Woroni Edition Four 2018

Page 18

Vol. 68 , Issue 04

18

STEPHEN HAWKING IN MEMORIAM On 14 March, esteemed physicist and activist Stephen Hawking passed away. Author of the record breaking A Brief History of Time and many research papers on cosmology, his work inspired many people during his life. In their pieces, The Eternal Professor? and A Theory Of Everything, Aryanne Caminschi and Andy Yin, respectively, will reflect on the Stephen Hawking they knew.

The Universe Will Never be the Same Text: Andy Yin Graphic: Clarence Lee and Sophie Bear When I heard that Stephen Hawking had died, I was dumbstruck. It seemed like he would be around forever. Even late in his life, he remained active in the public eye; he still delivered public lectures, and still voiced his opinions on matters like artificial intelligence and space travel. A revision to a paper he co-authored was submitted on March 4 this year, only ten days before he passed away. But, most of all, I think, I was struck because of what he represented. He was a person of our time, but when we heard him speak or read his writing, we were connected to a more mythical era, one linking back to Einstein. Hawking worked with the geometry of spacetime, with black holes, with the beginning of the universe. His discoveries were of the kind that changed how we thought of reality itself. Perhaps the earliest example of this is his 1966 doctoral thesis, Properties of Expanding Universes. It’s best known for its fourth and final chapter - a methodical, highly abstract, even enigmatic piece on a strange concept: spacetime singularities. It’s a mark of Stephen’s work that it is often hideously complicated, but its essential concepts are alluringly simple. Case in point: you probably already know what a singularity is. Think of the function y = 1/x. When x = 0, there is a singularity because division by zero is not well-defined. Roughly speaking, 1/0 ‘blows up’ to infinity. Singularities can also appear in models of spacetime - that is, the three-dimensional space plus one-dimensional time that we live in. For example, models that described black holes predict a point within where matter is concentrated to an infinite density, and where gravity is infinitely strong. Under Einstein’s general relativity, gravity is just the curvature of spacetime. According to it, objects don’t fall because they’re acted on by a force, but because

they’re following grooves in spacetime, like water following a channel. Therefore, the singularity is a point where spacetime is infinitely curved. Just as 1/0 isn’t defined, the model cannot even include or describe that point. Some found this worrisome; they countered that the singularity was nothing more than a mathematical artifact. To illustrate, we could say that a singularity exists on Earth: the North Pole. As you traverse it, your longitude abruptly changes by 180° and you’re suddenly facing south instead of north. This is a discontinuity, a kind of singularity. But if a different convention is used for north, it vanishes: if the North Pole is in London, suddenly there’s no singularity in the Arctic, and it’s in London instead. The singularity isn’t entirely real, just an artificial result of the mathematical model. Singularities in spacetime models are not as easily resolved, but were nonetheless considered by some to be unrealistic. Certain models displayed singularities only under very restrictive constraints - for example, a black hole that must be axially symmetrical, rotating, and electrically neutral. Some believed that, under more general conditions, the singularities would vanish like the North Pole. Chapter four of Hawking’s thesis refutes this: Hawking shows how more generalised models must also display singularities. The question: how is a singularity point in a spacetime model detected, if such a point can’t be included in the model? The answer: find out where things aren’t allowed to go. Hawking’s method involves geodesics: paths followed in spacetime by objects in freefall - that is, solely under the influence of gravity. Geodesics are curved by gravity because free-falling objects fall towards massive bodies like the Earth. A black hole’s gravity is so strong that nothing that falls in can escape – meaning that geodesics curve into it and

don’t come back out. At a singularity, geodesics must terminate. Hawking proves that a model must have a terminating geodesic under some constraining conditions. In succeeding sections, he removes or weakens a condition, and shows that a termination remains – that is, there is still a singularity. With the conditions sufficiently weakened, from highly specific models to more generalised models, Hawking’s proof could be applied to a model of the entire universe. Remember that y = 1/x displays a singularity at x = 0. Analogously, the universe displays a singularity at t = 0. Hawking’s thesis suggested that, at the beginning of the universe, the universe was compressed into an infinitely-dense singularity. Hawking would do further work on singularities with mathematician Roger Penrose, but it’s clear his thesis was already an astonishing result: that our universe at the Big Bang could be compared with a black hole. Yet it doesn’t actually say how the universe began. In fact, because there’s a singularity at the start of the universe, and because spacetime models break down at singularities, it means that general relativity can’t

explain the universe’s origin. Physicists would have to turn to quantum physics to bridge the gap. That’s why, I think, we were so struck when Stephen Hawking passed. His work was awe-inspiring in so many ways. On the one hand, he showed us what we knew about the universe, and what a strange and amazing place it is. On the other, he reminded us how much was yet to be known.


> _Work required_
Write out the data exactly, every line included.

(Stored data)
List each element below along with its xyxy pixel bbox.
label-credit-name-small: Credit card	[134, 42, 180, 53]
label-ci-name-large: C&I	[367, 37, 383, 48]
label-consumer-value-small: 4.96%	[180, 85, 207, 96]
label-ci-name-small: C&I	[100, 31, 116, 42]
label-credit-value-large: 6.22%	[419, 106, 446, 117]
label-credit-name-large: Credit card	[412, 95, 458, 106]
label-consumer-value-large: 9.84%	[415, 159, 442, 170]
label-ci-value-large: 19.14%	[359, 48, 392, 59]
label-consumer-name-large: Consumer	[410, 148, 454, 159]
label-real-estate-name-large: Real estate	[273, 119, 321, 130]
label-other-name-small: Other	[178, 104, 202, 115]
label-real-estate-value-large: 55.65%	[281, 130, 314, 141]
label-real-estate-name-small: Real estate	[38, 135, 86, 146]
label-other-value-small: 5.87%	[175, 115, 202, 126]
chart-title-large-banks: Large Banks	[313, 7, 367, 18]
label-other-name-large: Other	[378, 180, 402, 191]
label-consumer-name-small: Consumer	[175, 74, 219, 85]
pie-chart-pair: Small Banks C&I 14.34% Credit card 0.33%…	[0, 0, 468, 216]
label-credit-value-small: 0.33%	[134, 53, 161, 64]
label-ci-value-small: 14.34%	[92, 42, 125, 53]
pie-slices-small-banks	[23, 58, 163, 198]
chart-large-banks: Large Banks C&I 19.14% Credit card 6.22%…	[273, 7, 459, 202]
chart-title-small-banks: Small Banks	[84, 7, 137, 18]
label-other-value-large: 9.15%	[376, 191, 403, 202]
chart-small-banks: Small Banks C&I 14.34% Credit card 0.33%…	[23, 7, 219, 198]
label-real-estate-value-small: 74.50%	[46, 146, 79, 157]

> _Answer space_
List each element below along with its xyxy pixel bbox.
label-credit-name-small: Credit card	[134, 42, 180, 53]
label-ci-name-large: C&I	[367, 37, 383, 48]
label-consumer-value-small: 4.96%	[180, 85, 207, 96]
label-ci-name-small: C&I	[100, 31, 116, 42]
label-credit-value-large: 6.22%	[419, 106, 446, 117]
label-credit-name-large: Credit card	[412, 95, 458, 106]
label-consumer-value-large: 9.84%	[415, 159, 442, 170]
label-ci-value-large: 19.14%	[359, 48, 392, 59]
label-consumer-name-large: Consumer	[410, 148, 454, 159]
label-real-estate-name-large: Real estate	[273, 119, 321, 130]
label-other-name-small: Other	[178, 104, 202, 115]
label-real-estate-value-large: 55.65%	[281, 130, 314, 141]
label-real-estate-name-small: Real estate	[38, 135, 86, 146]
label-other-value-small: 5.87%	[175, 115, 202, 126]
chart-title-large-banks: Large Banks	[313, 7, 367, 18]
label-other-name-large: Other	[378, 180, 402, 191]
label-consumer-name-small: Consumer	[175, 74, 219, 85]
pie-chart-pair: Small Banks C&I 14.34% Credit card 0.33%…	[0, 0, 468, 216]
label-credit-value-small: 0.33%	[134, 53, 161, 64]
label-ci-value-small: 14.34%	[92, 42, 125, 53]
pie-slices-small-banks	[23, 58, 163, 198]
chart-large-banks: Large Banks C&I 19.14% Credit card 6.22%…	[273, 7, 459, 202]
chart-title-small-banks: Small Banks	[84, 7, 137, 18]
label-other-value-large: 9.15%	[376, 191, 403, 202]
chart-small-banks: Small Banks C&I 14.34% Credit card 0.33%…	[23, 7, 219, 198]
label-real-estate-value-small: 74.50%	[46, 146, 79, 157]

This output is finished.